Friday, May 22, 2009

A few thoughts on India’s 2009 general elections

A few thoughts on India’s 2009 general elections

Come Carpentier de Gourdon


It is my experience that Indians of all parties, at least those who follow “Indic” creeds, are in their very vast majority, instinctively or intellectually secular or rather ecumenical. They see themselves as part of the cosmic family in which many beliefs and traditions exist with a valid claim to truth, at least in their relative space-time context, a concept that finds its scientific expression in quantic physics, but that Indian wisdom has professed for millennia. Many pious and scholarly Hindus, Jains and Sikhs feel that religion should not be mixed with partisan politics, though philosophy undeniably plays a seminal role in the Aristotelian description of politics. Therefore, they remain unconvinced by the attempts of certain Hindu nationalist politicians to promote notions of religious activism and policing borrowed from the semitic faiths that have come to dominate much of the world.

West’s pincer strategy


The fading of Confucianism and Buddhism in Korea paved the way for the birth and spread of the Moon Church and other rather bizarre Christian or non-Christian (i.e. Scientology) denominations that are in some cases used by US Intelligence agencies as recruiting grounds and support systems.
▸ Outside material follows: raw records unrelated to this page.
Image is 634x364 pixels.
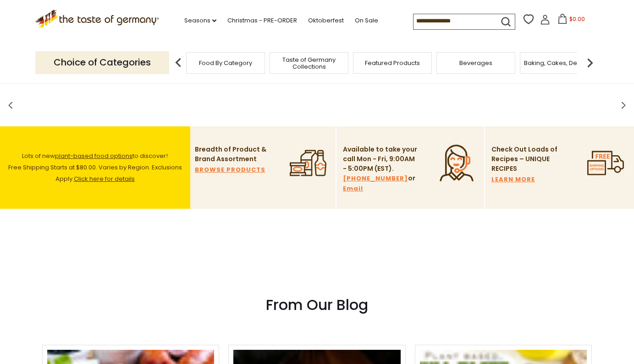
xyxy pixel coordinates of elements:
button: $0.00 [552,14,591,27]
span: Lots of new to discover! Free Shipping Starts at $80.00. Varies by Region. Exclusions Apply. [8,152,182,183]
p: Choice of Categories [35,51,169,74]
a: [PHONE_NUMBER] [343,174,408,184]
a: Christmas - PRE-ORDER [227,16,297,26]
span: $0.00 [570,15,585,23]
p: Available to take your call Mon - Fri, 9:00AM - 5:00PM (EST). or [343,145,418,194]
img: next arrow [581,54,599,72]
a: Taste of Germany Collections [272,56,346,70]
a: Beverages [459,60,493,66]
a: Food By Category [199,60,252,66]
a: plant-based food options [55,152,133,161]
a: Featured Products [365,60,420,66]
a: BROWSE PRODUCTS [195,165,266,175]
a: Click here for details [74,175,135,183]
a: Email [343,184,363,194]
a: Seasons [184,16,216,26]
a: On Sale [355,16,378,26]
a: Baking, Cakes, Desserts [524,60,595,66]
p: Breadth of Product & Brand Assortment [195,145,270,164]
a: LEARN MORE [491,175,535,184]
a: Oktoberfest [308,16,344,26]
p: Check Out Loads of Recipes – UNIQUE RECIPES [491,145,558,174]
h3: From Our Blog [42,296,592,314]
img: previous arrow [169,54,187,72]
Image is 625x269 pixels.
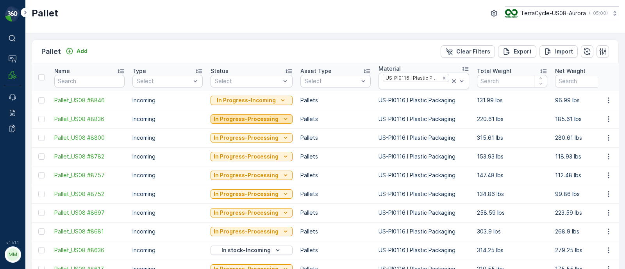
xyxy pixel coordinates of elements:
[214,115,279,123] p: In Progress-Processing
[211,246,293,255] button: In stock-Incoming
[133,247,203,254] p: Incoming
[301,228,371,236] p: Pallets
[54,67,70,75] p: Name
[477,67,512,75] p: Total Weight
[379,97,469,104] p: US-PI0116 I Plastic Packaging
[477,172,548,179] p: 147.48 lbs
[305,77,359,85] p: Select
[477,153,548,161] p: 153.93 lbs
[555,48,573,56] p: Import
[477,190,548,198] p: 134.86 lbs
[7,249,19,261] div: MM
[441,45,495,58] button: Clear Filters
[38,210,45,216] div: Toggle Row Selected
[477,115,548,123] p: 220.61 lbs
[477,75,548,88] input: Search
[38,172,45,179] div: Toggle Row Selected
[505,9,518,18] img: image_ci7OI47.png
[477,134,548,142] p: 315.61 lbs
[222,247,271,254] p: In stock-Incoming
[5,247,20,263] button: MM
[214,134,279,142] p: In Progress-Processing
[477,209,548,217] p: 258.59 lbs
[211,171,293,180] button: In Progress-Processing
[589,10,608,16] p: ( -05:00 )
[54,97,125,104] a: Pallet_US08 #8846
[54,172,125,179] a: Pallet_US08 #8757
[214,209,279,217] p: In Progress-Processing
[38,191,45,197] div: Toggle Row Selected
[133,115,203,123] p: Incoming
[54,134,125,142] span: Pallet_US08 #8800
[301,247,371,254] p: Pallets
[379,115,469,123] p: US-PI0116 I Plastic Packaging
[137,77,191,85] p: Select
[211,115,293,124] button: In Progress-Processing
[38,229,45,235] div: Toggle Row Selected
[133,153,203,161] p: Incoming
[54,153,125,161] span: Pallet_US08 #8782
[38,154,45,160] div: Toggle Row Selected
[301,97,371,104] p: Pallets
[498,45,537,58] button: Export
[77,47,88,55] p: Add
[301,67,332,75] p: Asset Type
[301,115,371,123] p: Pallets
[379,247,469,254] p: US-PI0116 I Plastic Packaging
[133,209,203,217] p: Incoming
[211,208,293,218] button: In Progress-Processing
[133,172,203,179] p: Incoming
[521,9,586,17] p: TerraCycle-US08-Aurora
[54,209,125,217] a: Pallet_US08 #8697
[379,209,469,217] p: US-PI0116 I Plastic Packaging
[214,153,279,161] p: In Progress-Processing
[215,77,281,85] p: Select
[301,190,371,198] p: Pallets
[379,153,469,161] p: US-PI0116 I Plastic Packaging
[211,190,293,199] button: In Progress-Processing
[54,247,125,254] a: Pallet_US08 #8636
[211,67,229,75] p: Status
[211,152,293,161] button: In Progress-Processing
[38,135,45,141] div: Toggle Row Selected
[440,75,449,81] div: Remove US-PI0116 I Plastic Packaging
[54,190,125,198] a: Pallet_US08 #8752
[133,97,203,104] p: Incoming
[211,96,293,105] button: In Progress-Incoming
[38,247,45,254] div: Toggle Row Selected
[32,7,58,20] p: Pallet
[379,65,401,73] p: Material
[477,97,548,104] p: 131.99 lbs
[540,45,578,58] button: Import
[505,6,619,20] button: TerraCycle-US08-Aurora(-05:00)
[383,74,439,82] div: US-PI0116 I Plastic Packaging
[54,115,125,123] a: Pallet_US08 #8836
[133,228,203,236] p: Incoming
[5,240,20,245] span: v 1.51.1
[211,227,293,236] button: In Progress-Processing
[133,67,146,75] p: Type
[211,133,293,143] button: In Progress-Processing
[514,48,532,56] p: Export
[379,134,469,142] p: US-PI0116 I Plastic Packaging
[217,97,276,104] p: In Progress-Incoming
[477,247,548,254] p: 314.25 lbs
[54,228,125,236] a: Pallet_US08 #8681
[301,172,371,179] p: Pallets
[379,172,469,179] p: US-PI0116 I Plastic Packaging
[54,75,125,88] input: Search
[379,228,469,236] p: US-PI0116 I Plastic Packaging
[477,228,548,236] p: 303.9 lbs
[38,97,45,104] div: Toggle Row Selected
[301,134,371,142] p: Pallets
[63,47,91,56] button: Add
[457,48,491,56] p: Clear Filters
[214,172,279,179] p: In Progress-Processing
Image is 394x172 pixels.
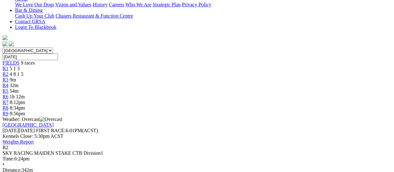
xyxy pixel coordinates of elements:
span: FIRST RACE: [36,128,66,133]
span: Weather: Overcast [3,117,62,122]
a: [GEOGRAPHIC_DATA] [3,122,54,128]
a: R9 [3,111,8,116]
img: logo-grsa-white.png [3,35,8,40]
span: 1h 12m [10,94,25,99]
div: 6:24pm [3,156,392,162]
a: Who We Are [125,2,151,7]
a: Login To Blackbook [15,24,56,30]
span: 9m [10,77,16,82]
span: [DATE] [3,128,35,133]
a: R8 [3,105,8,111]
span: • [3,162,4,167]
img: Overcast [40,117,62,122]
a: Bar & Dining [15,8,43,13]
a: Contact GRSA [15,19,45,24]
div: Bar & Dining [15,13,392,19]
span: 32m [10,83,19,88]
a: We Love Our Dogs [15,2,54,7]
a: R7 [3,100,8,105]
div: About [15,2,392,8]
a: R6 [3,94,8,99]
span: R2 [3,145,8,150]
span: 8:34pm [10,105,25,111]
img: twitter.svg [9,41,14,46]
a: Cash Up Your Club [15,13,54,19]
span: 5 1 3 [10,66,20,71]
div: Kennels Close: 5:30pm ACST [3,134,392,139]
a: Privacy Policy [182,2,211,7]
a: R4 [3,83,8,88]
span: 54m [10,88,19,94]
a: R2 [3,72,8,77]
a: Vision and Values [55,2,91,7]
a: Weights Report [3,139,34,145]
input: Select date [3,54,58,60]
span: 6:01PM(ACST) [36,128,98,133]
div: SKY RACING MAIDEN STAKE CTB Division1 [3,151,392,156]
span: 8:12pm [10,100,25,105]
a: Chasers Restaurant & Function Centre [56,13,133,19]
span: Time: [3,156,14,162]
span: 8:56pm [10,111,25,116]
a: R5 [3,88,8,94]
span: [DATE] [3,128,19,133]
a: R3 [3,77,8,82]
a: Strategic Plan [153,2,181,7]
a: FIELDS [3,60,19,66]
a: R1 [3,66,8,71]
img: facebook.svg [3,41,8,46]
a: History [93,2,108,7]
span: 9 races [21,60,35,66]
a: Careers [109,2,124,7]
span: 4 8 1 5 [10,72,24,77]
India must protect native faith


The prospect that India, under the unrelenting combined assault of American commercial “culture” and Biblical proselytizing, may lose large swathes of its traditional religious civilization to various forms of “materialistic imported monotheism” is unfolding in many areas and the Government should address that problem and not shun it with the excuse that religion is a matter of personal freedom and individual conscience.


If France for one has been able to adopt and enforce the legal notion of a “cultural exception” in order to protect itself upto a point from the Anglo-Saxon onslaught, there is no reason why India should not implement a similar set of measures with regard to its native religions and ways of life. Such an agenda should not be left to any one party, but rather can be a matter of national consensus.